Besides Anglo’s concealment of the true scale of directors’ loans, the bank had two big problems.

The first was that billionaire Seán Quinn had accumulated as much as 25 per cent of the bank through contracts for difference (CFD), derivative instruments that can be used to build a stake in a company without making any public declaration. The second problem was a dangerous loss of deposits.

From Mr Cowen’s remarks, we now know that the Government essentially on side in respect of the effort to deal with the Quinn stake. At the time, the Regulator was accepting legal advice provided to Anglo’s own directors about the legal standing of the transactions. It was a fateful decision.

The existence of the CFD stake weakened Anglo by exposing it to attack from short-sellers making bets that its shares would drop. To resolve the issue Mr Quinn and his family formally bought 15 per cent of the bank.

To prevent a loss of confidence caused by the sale on the open market of the remaining 10 per cent at a time when its shares were already under pressure, Anglo assembled a group of 10 wealthy business people and lent them money to buy the shares.

Cowen knew about the effort – but not the identities of individuals concerned, he said – and was aware that the Regulator had accepted assurances from Anglo that the disposal of the 10 per cent interest was legal.

The Regulator said it accepted Anglo’s legal advice that the unwinding of the stake “was in full compliance” with all legal requirements based on information in its possession at that time. Investigations now arise from “new information” coming to light in relation to the manner in which loans were provided to fund some of the share purchases.
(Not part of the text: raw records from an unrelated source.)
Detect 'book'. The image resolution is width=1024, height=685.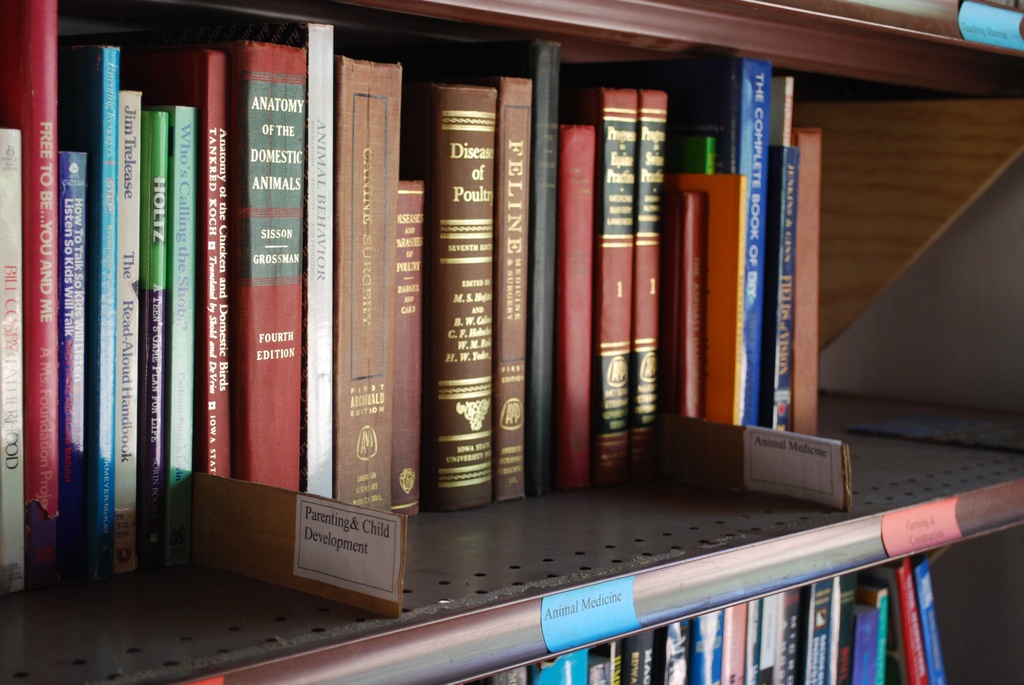
<region>772, 69, 791, 146</region>.
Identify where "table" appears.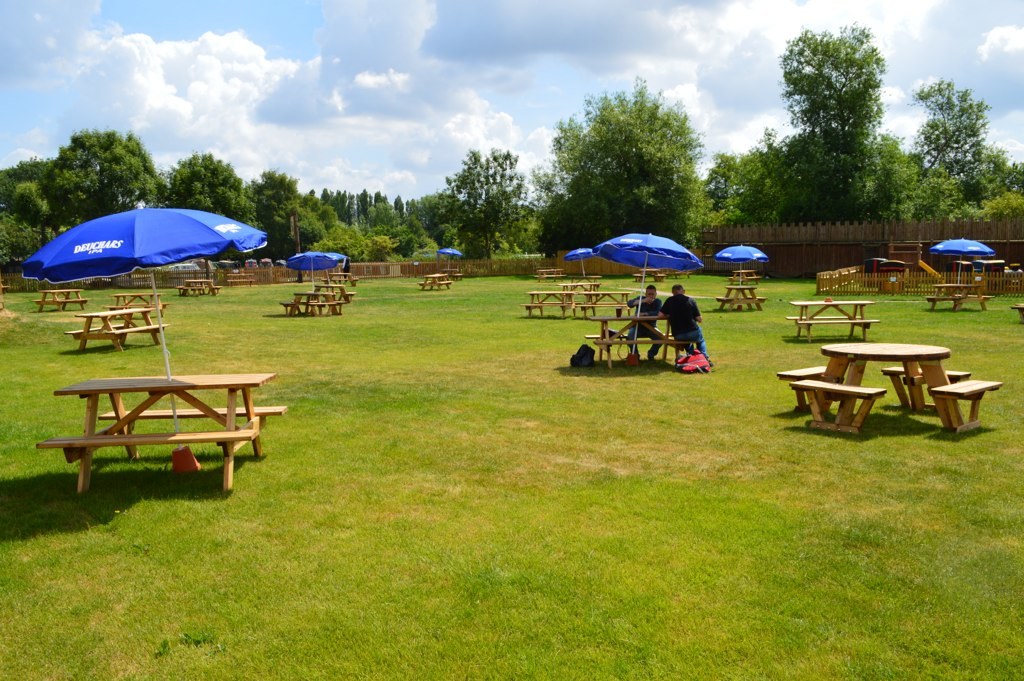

Meanwhile, Anglo was confronted with a serious loss of deposits. On Friday we learned that Irish Life Permanent (ILP) lodged €750 million with Anglo at the end of the first half of its fiscal year last March. Deposit slippage in the following six months, in advance of the State guarantee, was such that Anglo needed to source almost €8 million from ILP before the end of the second half of its fiscal year. The deeply unorthodox structure of those transactions, some of which were made with the security of the State guarantee, last week cost the ILP chief Denis Casey and two of his lieutenants their jobs. Much remains unexplained in these disturbing affairs. The onward grind towards a full inquiry – be it by the High Court or in some other forum – seems unstoppable.